Aussie photographer Pete Walsh has taken niche blogging to a whole new level and has started a blog on one of the narrowest topics that I’ve seen a blogger tackle. His topic – the Epson Stylus Pro 4800 printer. Peter upgraded his printer to this new model and is documenting his experience with it.
This is niche blogging to the extreme and an interesting project – over time he’ll develop the most comprehensive information going around on this printer. I’m not sure how well it’ll go at generating an income through his ads but I’m sure it’ll be useful for anyone out there considering buying this printer.
My blog on “neurotheology” (the relationship between the brian and religion) has got to be way up there niche-wise.
I’m planning to start a gadget blog here in western europe (germany). I’m asking myself if it would be better to start just ONE blog like gawker or engadget or if it would be better to start several niche-blogs on the various topics (MP3-Player, Notebooks, PDAs, Cellphones…). Havent decided yet, but both has advantages and disadvantages. Advantage of just one blog would be a much bigger readership and probably lpyal readers that come back without searchengines. Second Point would be, that to become an authority page for google, your site has to be very, very big.
Advantage of niche blogs would be, that they are more specific and therefore rank higher in searchengines and seem more competent to the reader.
What would you do?
Thanks for your great work here at problogger, Darren.
bizarre!
Chris, these are the questions that we all are asking I guess – good ones.

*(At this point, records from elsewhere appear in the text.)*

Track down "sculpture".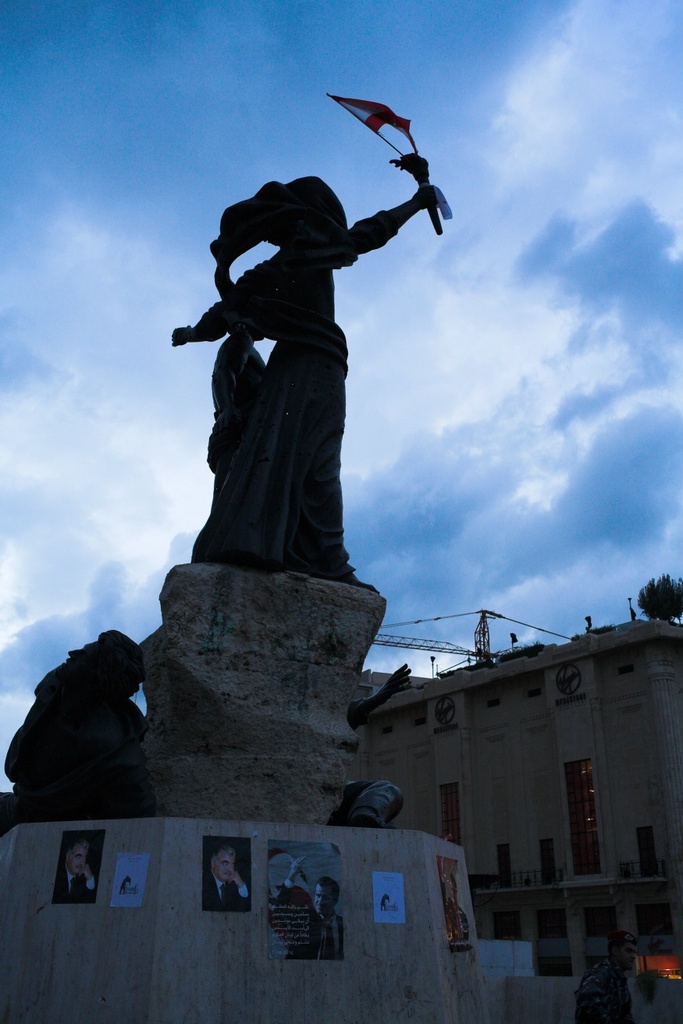
Tracked to <region>0, 632, 155, 823</region>.
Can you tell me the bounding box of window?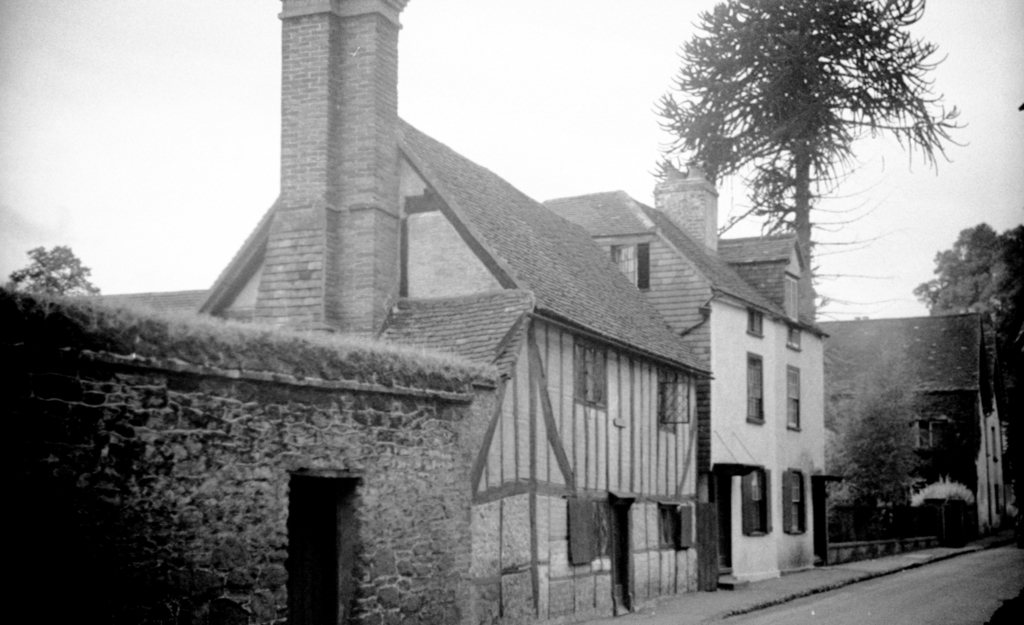
crop(745, 468, 772, 537).
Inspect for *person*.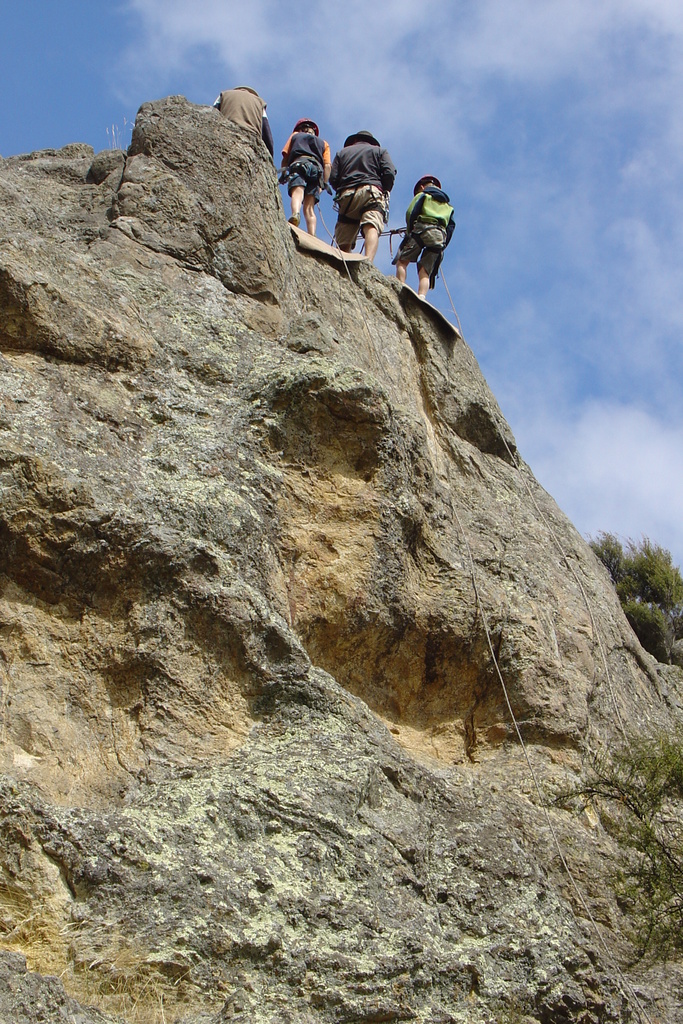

My approach has been to break down my blogs into smaller niches. I think that competing with the big mega gadget blogs would be difficult to do unless you have a profile or huge PR effort to kick it off. However some of the niches are a little more accessible. Having said that – speaking from experience – the niches are being pretty highly contested also.
Yo’re rigth, that for YOU competing against the mage gadget blogs is very hard. but here in germany the situation is different – there is NO mega gadget blog yet. i could (dreaming :) become the gadget mega blog.
Still dont know what to do.
What would you do Darren, if there wouldnt be gawker and engadget?
Whould you split it in parts?
here’s an idea…
do both.
have a series of smaller blogs on niches and then do a mega one that uses the information you find in your smaller ones on a larger scale. They could link to each other for cross promotion.
Just be careful you dont just publish the same content twice all the time as you’ll get in trouble for duplicate content.
on and Chris – make sure they all link to my gadget blogs ;-)
Had that in mind, too. The problem is, that i’m going to post only very short posts (100-200 words) and so it is difficult, if i have sch a post for example on my PDA-Blog to make another post of it in my mega-blog (besides the fact, that it is twice as much work).
Sorry for my bad english and thanks for your time.
I’ve toyed with this idea and I’m thinking I’ll probably do something similar with my specific mp3 player. Some of my abandoned websites make a steady income because their content is still relevant.
I’m wondering if I could dedicated a single day or two of mass-posting on a extremely specific topic and then cut off the blog. Do this once a week or every two weeks on a very refined topic and you could have 50 $1/day websites in a year. It might be the best choice for some younger folks who can’t commit to keeping up a blog for long because they don’t know where they’ll be in a few months (like my post-college self).
Yes the idea of geographical-niche blogs is a good one. There’s a lot of scope for non-English and non-US blogs.
This is niche compared to the mega blogs out there that talk about everything under the sun, however, NONE of them EVER go in depth into a topic.
As a professional photographer, I know firsthand how intricate and delicate the printing process. From choosing inks, to papers, to calibration to all the other misc things that go on, this will be a HUGE blog.
This will be a blog that have no problems coming up with something to talk about, there are a lot of serious photographers using this printer and this blog can be a great clearing house for not only information, but ad and product sales.
I think we need more niche topics on products since the mega blogs can’t seem to cater to that part of the blogsphere.
Thank you for the mention Darren. I was in the fortunate position of having probably one of the first 4800’s in the world, outside of beta developers, so it made sense to blog – too good an opportunity for traffic and a little extra cash – plus I love this stuff!
The traffic is currenlty flowing in at a good rate, no doubt that will die down in the next day or two as more people get the printer, and detailed technical reviews appear online, and the general hysteria around it subsides.
I’m a little disappointed in the adverts adsense is generally showing – not really a fault of adsense in this case I think, it’s showing all it has, which often is adverts for the old series of pro printers or consumer printers, which no-one is that interested in reading about within the context of why they visited the blog.
Anyway, just some random thoughts – I mainly dropped in to say thanks. Back to looking through the web stats!
My experiment with this – http://nokia770.com
The site is up for 3 days, so can’t say whether it’s successful or not.
Since it seemed that so few wanted to ever discuss my chosen topic, I felt it was a safe niche blog to start :) Many visit, but few care to comment. But that’s ok, so long as they walk away with the message intended.
I think that my BlackBerry blog is pretty niche but how do I go about letting people know that it exists?
I think niche blogs are great, as long as the content is fresh.